DMI Blog

Amy Traub

Holiday Reading

If you're anything like me, you're planning to spend some of your holiday downtime catching up on reading. It's wonderful to spend time with family and friends, but also nice to get a few hours alone, curled up with some inspiring new ideas - and engaging old ones - for the New Year. Allow me to make a few suggestions:

The Pitch for DMI: There's no better bargain than From Disaster to Diversity: What's Next for New York City's Economy? available for free download here. This volume - the Drum Major Institute's first foray into book publishing - is a collection of essays that features major voices from government, public policy, advocacy, and journalism presenting lively ideas and recommendations for the city's economic future. If you're depressed by the latest unemployment figures and wondering how they city's ever going to pull itself out, this is your must-read.

Favorite Report of the Year: As Research Director at the Drum Major Institute, I could never pick a favorite DMI report, but I have no trouble identifying the most powerful and compelling research brief I've read from another organization. That distinction goes to "Broken Laws, Unprotected Workers: Violations of Employment and Labor Laws in America's Cities," by a consortium of researchers from UCLA, the University of Illinois, and the National Employment Law Project. I'll admit it isn't cheerful holiday reading, but it is the necessary, research-based account of how the nation's low-wage workers are routinely cheated in the workplace. If nothing else, it gives us an urgent agenda for reform in 2010.

Favorite Book of the Year: I highly recommend Andrea Batista Schlesinger's The Death of "Why?" which energetically probes how a culture addicted to easy answers can return to the type of genuine inquiry democracy requires. But I'll also suggest my favorite non-DMI book of the year, historian Kim Phillips-Fein's fascinating account of the rise of the pro-business Right, Invisible Hands: The Making of the Conservative Movement from the New Deal to Reagan. Key to Phillips-Fein's story is the establishment of right-wing think tanks like the Heritage Foundation and American Enterprise Institute, which provided (and continue to provide) the intellectual infrastructure to turn radical right-wing rhetoric into political reality. So, of course, there is a DMI connection: if you value us as a counterweight to these conservative idea factories, we'd welcome your year-end support.

Ammunition for Family Arguments: Finally, if you need to arm yourself at the last-minute for a heated holiday dinner conversation about exactly what caused the economic mess we're in, check out economist Joseph Stiglitz's quick, easy-to-follow "whodunit" of our national economic murder mystery (pdf)

Looking for more? DMI's 2009 Year in Review includes more recommended reading and slightly longer takes on those discussed above. Happy Holidays, and Happy Reading!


> What you need to do: In the copy, include exactly the lines from the one with "This screenshot has height=500, width=1017." through the end of the data and no others, both ends kept, with every picture left out.

----

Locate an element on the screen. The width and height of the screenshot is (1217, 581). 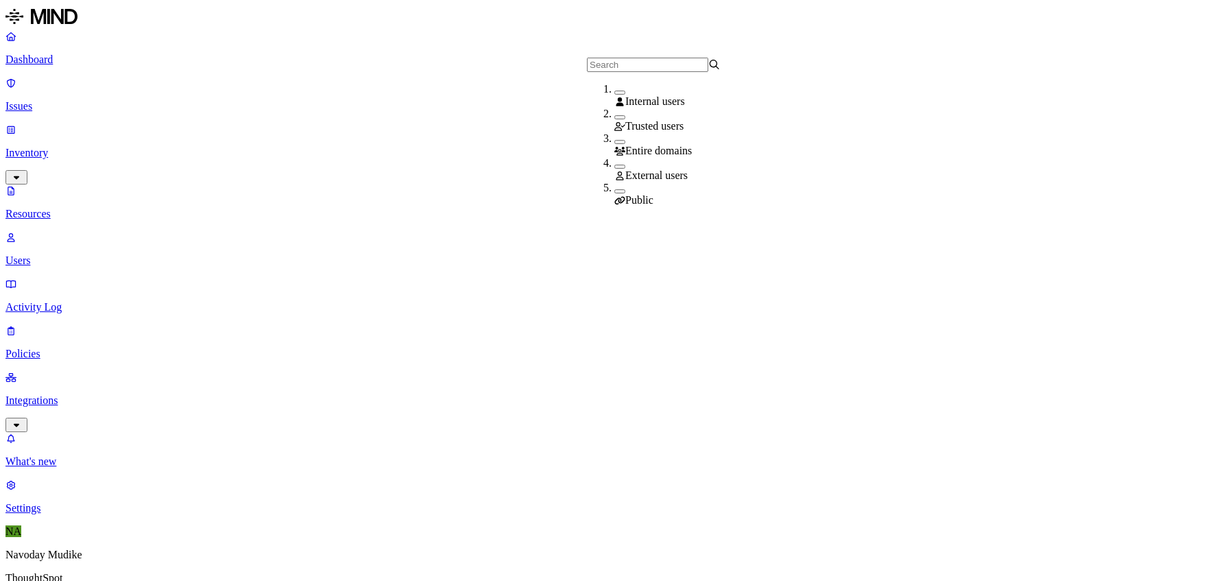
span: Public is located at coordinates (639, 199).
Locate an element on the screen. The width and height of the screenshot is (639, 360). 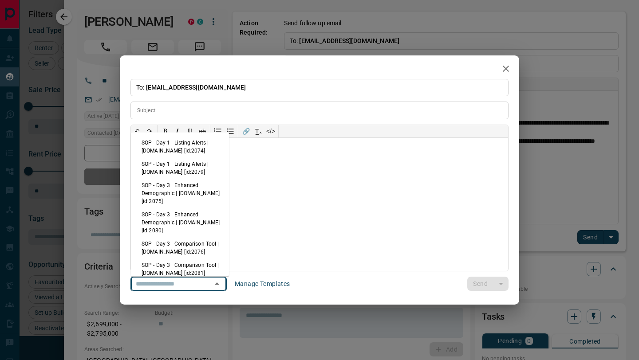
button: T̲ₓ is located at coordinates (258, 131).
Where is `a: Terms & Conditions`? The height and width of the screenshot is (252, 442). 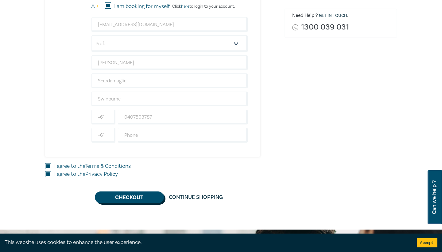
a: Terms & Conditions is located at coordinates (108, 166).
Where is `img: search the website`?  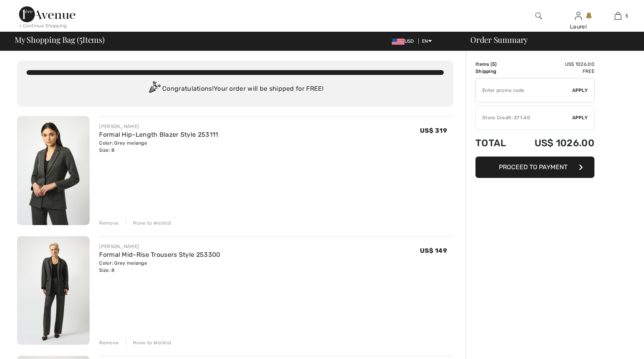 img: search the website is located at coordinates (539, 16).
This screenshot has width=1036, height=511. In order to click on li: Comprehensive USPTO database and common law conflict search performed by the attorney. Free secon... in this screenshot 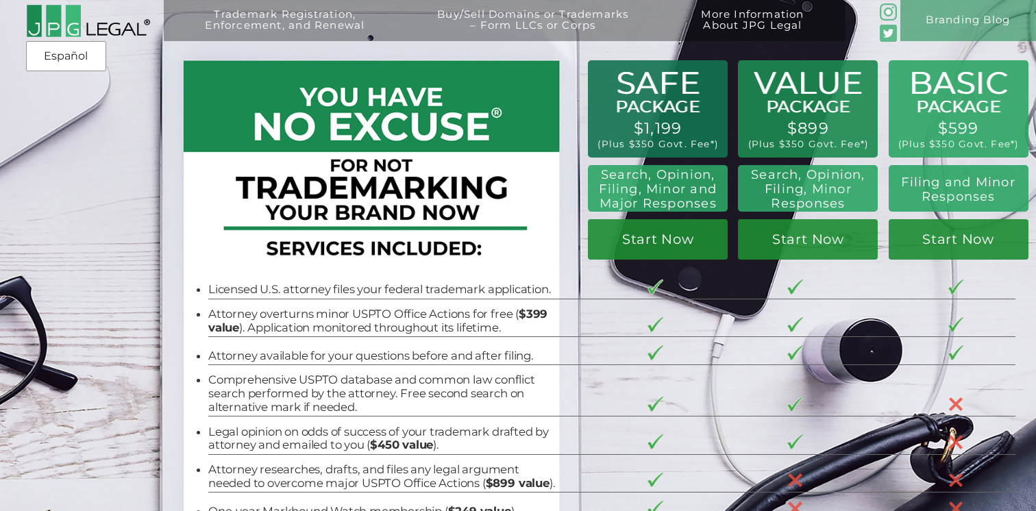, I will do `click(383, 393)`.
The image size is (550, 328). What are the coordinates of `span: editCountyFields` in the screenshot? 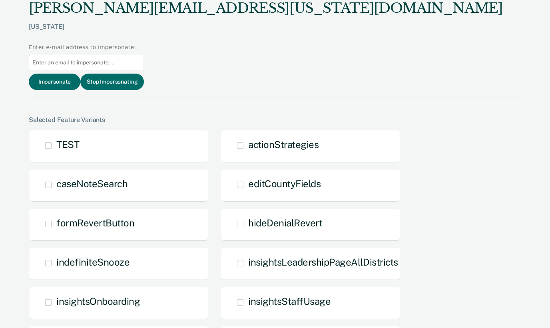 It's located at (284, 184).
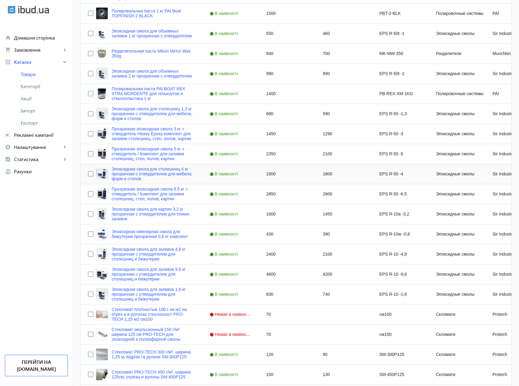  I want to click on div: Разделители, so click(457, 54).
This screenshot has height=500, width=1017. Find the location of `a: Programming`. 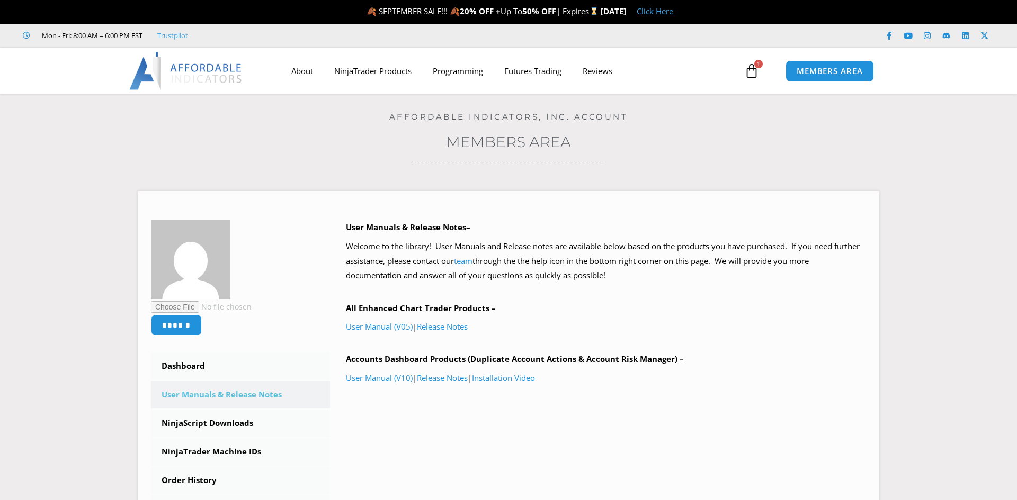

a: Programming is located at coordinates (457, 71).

----

> The completed task:
This screenshot has height=500, width=1017. Find the location of `a: Programming`. 

a: Programming is located at coordinates (457, 71).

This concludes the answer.